Harsh, cruel, and stressful are three words to describe the life of African American women domestic workers during the Civil Rights Movement. During the Civil Rights Movement in the 1960s, there were many contributions other than just the typical marches, speeches, and violence that everybody hears about. One of the many topics that have not been heard about frequently is the life of the colored maids during this time period. What were black domestic workers? These women worked for many white families usually in the south for practically their whole lives taking care of their employer’s children and working their houses cleaning and doing many other tasks. The life of a black maid had many responsibilities and difficulties that challenged these women on a daily basis.
In slavery, the positions of seamstress and cook were the only positions for female slaves that were considered as skilled or artistic work. Many cooks that worked in the kitchen were raised in the kitchen at an early age and were taught how to cook across generational lines. Mandy Marrow, a former slave recalled:
During the period of 1640-1690 the expansion of the Caribbean “economy, was made possible by the expansion of the European colonisation over the Atlantic. However Africans were captured for slave trade to sustain the development of sugar industry, through slave labour to produce sugarcane.” (Grouchier & Walton, 1629: 418-420). The scramble for Africa brought about gender inequality within the African society, the European invasion in the Atlantic introduced some political conflicts regarding the demand for economic control and to take over the Atlantic. (Hornsby & Hermann, 2005: 127). Nevertheless sugar plantation was jointly supported by the cooperate finance and the state. (Stuart, 2004: 3-8). However according to Richards most sugar plantation owners would have to anticipate that their international investors would desire a large amount of raw sugar. (Richard, 1974: 38). nevertheless the attitude of the plantation owners was partly due to an increased amount of “optimism” and partly because of the difficulty of international communications in the 17th century. This shared attitude brought a lot of farmer’s to debtor’s prison while some extremely prospered. (Mints, 44-45). Nevertheless this essay will pay attention to economic, political and social consequences of the sugar revolution in the Caribbean.

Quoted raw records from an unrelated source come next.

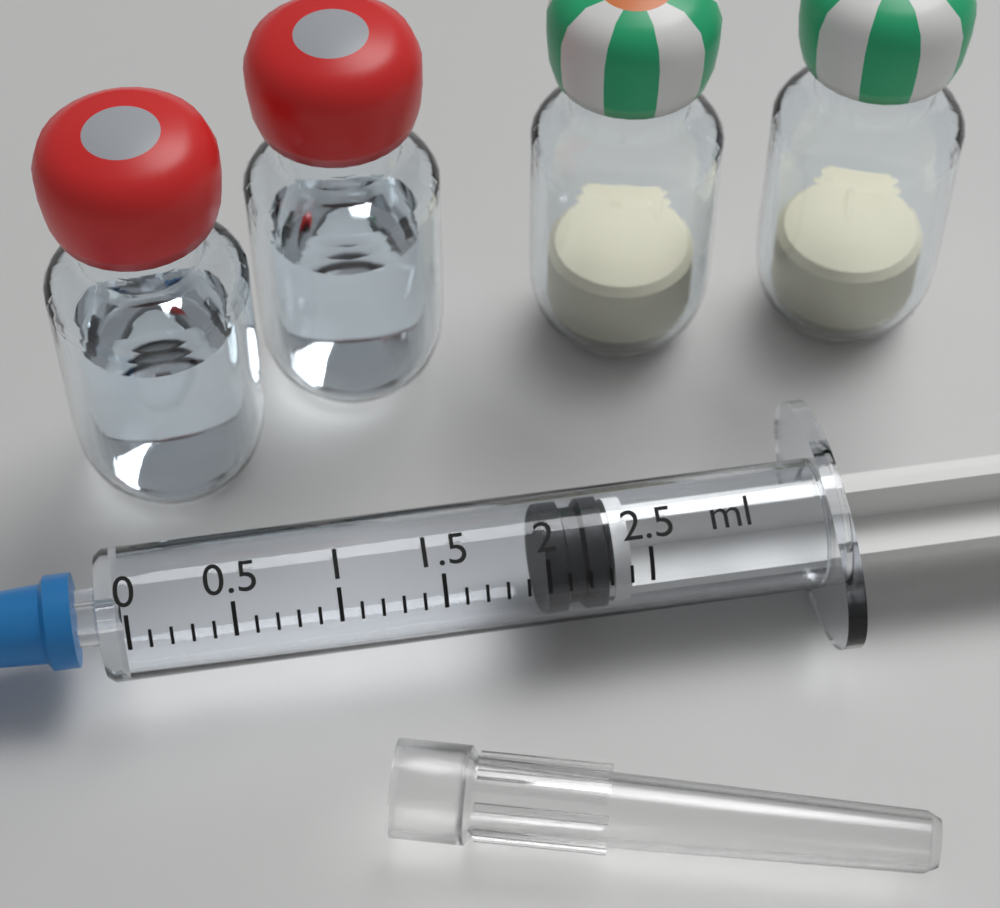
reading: 2.0 ml
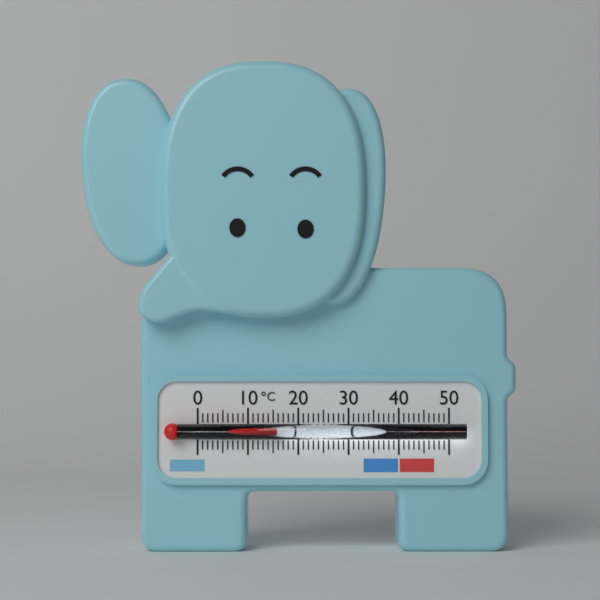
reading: 16 °C
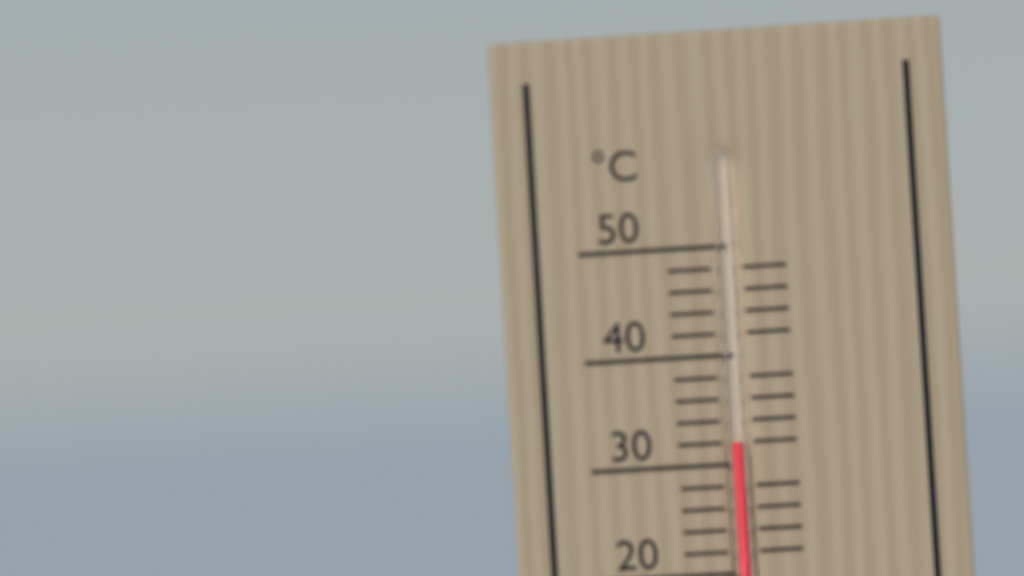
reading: 32 °C
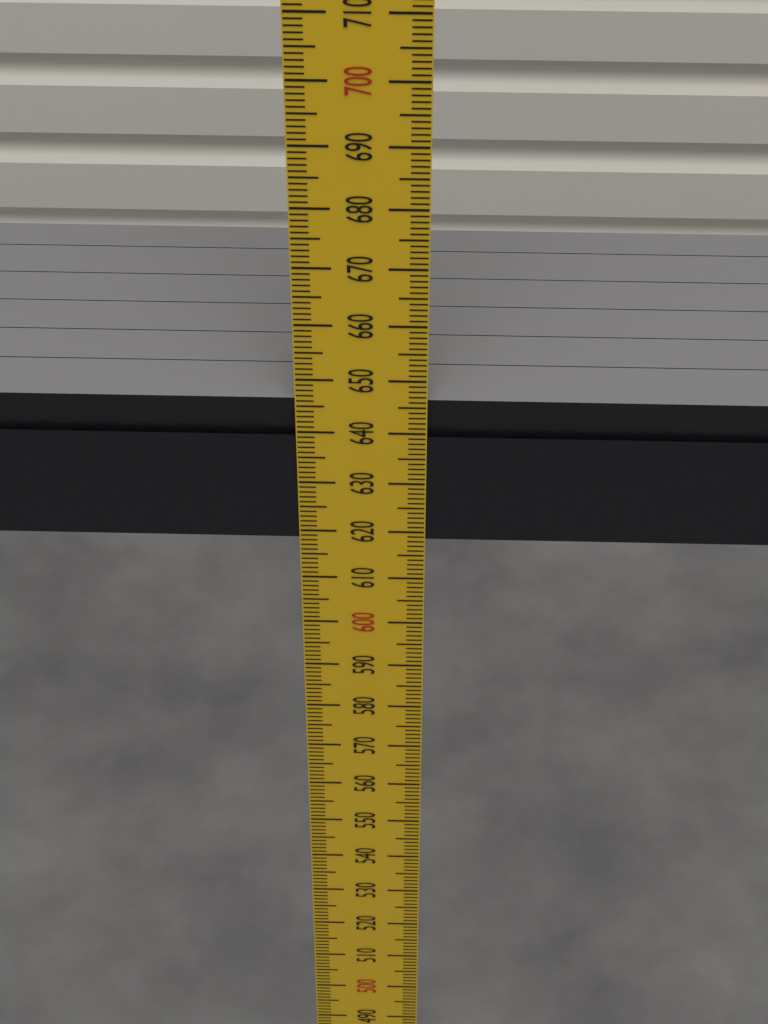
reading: 646 mm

...en that were enslaved with Northup were forced to live up to the expectations of their slave masters. Out on the field, the women did not receive any special treatment, as was the case for Patsey. Under the cover of darkness, the slave masters would have their way with the women slaves, claiming that they were “their property to do as they please with”. Finally, the worst was the separation of women from their children as they were sold into slavery. Without a doubt, the experiences of slaves were gendered in many ways.